I don't own Dragon Age.
The early morning is her time.
It is when the nothing of the night is touched by tentative sun and painted with watercolor shades of sky, and Morrigan loves it more than any other time. She can walk through the camp, her footsteps slow and languid treading the worn paths as the dead campfire's smoke flutters up through the air, adding a heavy cedar musk to the clean beginnings of the day. All is quiet then, not even the crickets chirp, and Morrigan can revel in the quiet sound of the breeze caressing skin with the delicate touch of a gentle lover and the way a few lonely stars still shine desperately in the paled air.
She can hear her heartbeat pounding in her chest, feel the blood pumping through her veins, flex her fingers and curl her toes, and she is so very alive, so very human. Nobody stirs, nobody talks, nobody sings, nobody makes petty jabs. Morrigan can finally be free then, she can finally walk amongst her fellow man and woman and not feel out of place, not feel like an oddity.

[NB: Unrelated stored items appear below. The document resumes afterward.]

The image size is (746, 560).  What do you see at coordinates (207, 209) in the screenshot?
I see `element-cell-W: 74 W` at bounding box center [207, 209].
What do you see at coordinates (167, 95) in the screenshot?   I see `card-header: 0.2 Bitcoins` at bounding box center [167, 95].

She used to do this in Lothering sometimes, in the winter months when people slept late and one more set of footprints wouldn't be awry as long as nobody looked closely enough to see the outline of ten toes in the snow. She remembers the village, sleepy and silent and quaint, and she remembers with a slight twist in her chest just how badly she sometimes yearned to be a part of their world.
She remembers pretending that she was one of them, yes, mostly when she was slightly younger and Flemeth had told her once again how useless she was and what a waste of time and space of a child she had always been. The memory doesn't bother her now but it hurt like griffon claws then, digging into her flesh and blood and tearing and shredding and gouging, leaving scars that were tricky to heal completely. She remembers whispering stories to herself as she strode through the greyscale shade of the early morning, stories of a young girl named Morrigan who had a mother who loved her and braided her hair and a father who loved her and taught her to hunt. That young girl named Morrigan never did get to be her, despite her wishes and the tears shed at night as a child and every thwarted runaway attempt.

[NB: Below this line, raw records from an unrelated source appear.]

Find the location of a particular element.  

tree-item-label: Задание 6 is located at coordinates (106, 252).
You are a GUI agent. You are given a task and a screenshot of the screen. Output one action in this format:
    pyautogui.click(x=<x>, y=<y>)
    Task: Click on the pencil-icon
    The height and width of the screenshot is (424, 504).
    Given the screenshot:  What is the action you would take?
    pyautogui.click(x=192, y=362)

She would always be someone different to others. Morrigan the apostate daughter of the fabled Flemeth, Morrigan the cruel witch thief, Morrigan the barbaric Chasind woman, Morrigan the apostate, Morrigan, the wasted-space daughter, Morrigan the enemy, Morrigan the ally, Morrigan the sister, Morrigan the daughter, Morrigan the lover.
In the early mornings, though, when light kisses the cheeks of darkness, she can be Morrigan. Just Morrigan, because the wind requires nothing of her, the sky begs no alm from her, the quiet asks no words of her. She likes the early mornings, because then she doesn't have to do much more than simply be, just exist, be present in her own thoughts.
She is just Morrigan, wandering about the dawning light.